Well, this is already too long... It's incomplete, I know. I do apologize again to the three (four?) people who have gifted me and had their lovely gifts unclaimed and unacknowledged. It's both rude and unkind not to receive a gift and I apologize for my lack of grace in doing so. I will do so formally soon (hopefully), I promise. It may still take me a while to find them again and to work through my craziness. But I am none-the-less grateful.

For better or worse, I have a feeling this may be part one of a larger discussion. It feels unfinished as it is, but it's after 2:00 pm and I don't want to ramble on for too much longer in any case. Maybe, I'll close with a poem that touches on this subject with at least an awakening of hope.

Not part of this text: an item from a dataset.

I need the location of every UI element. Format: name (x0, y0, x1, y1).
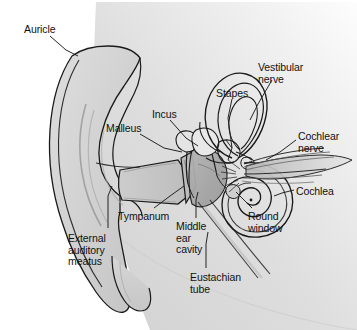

I posted it a few months back, but I'll share it here as a way to close. May we all learn to let our light shine joyfully and without shame or doubt... and without worrying about whether we are "worthy" or not. We are. Just because we live and breathe and love.

AWAKENING
October 1, 1999


Live as big as the sky, she said
And I felt my heart awaken and take note
As big as the sky? it asked?
Can I do that?
I don’t know, I said,
Liking always to be truthful.
But we can try.

- Katherine E. Rabenau

Monday, August 18, 2008

Ruby Tuesday

Maryt/The Teach over at Work of the Poet has something called Ruby Tuesday which featuring all things red.

Since I never leave the house, I'm pretty ill-equipped to come up with much new red week after week. This week the strain is really starting to show. Of course given my limitations, you'd think I'd limit myself to one photo, but I just can't do it. I am by nature a person of excess, I guess and one - or even two - photos - just doesn't feel like enough. Sigh. And of course blogger is misbehaving big time tonight. Grrr.

This week's assortment is pretty wide-ranging.



My niece Cindy has recently converted some old slides to digital form. This is a rare photo of my mother and father actually looking pretty happy. Of course they are holding their youngest grandchild (I think it's their youngest) who is now in her 30s and they have been at rest for 18 years. They were born 5 days apart and died less than three months apart. Their last years were so full of grief and illness that it was nice to see this reminder that they had their happy moments. (Late added confession: I just realized these are supposed to be my photos. I didn't take this one. I just got excited because it had red and it's such a nice picture of my parents. I think my brother-in-law took it.)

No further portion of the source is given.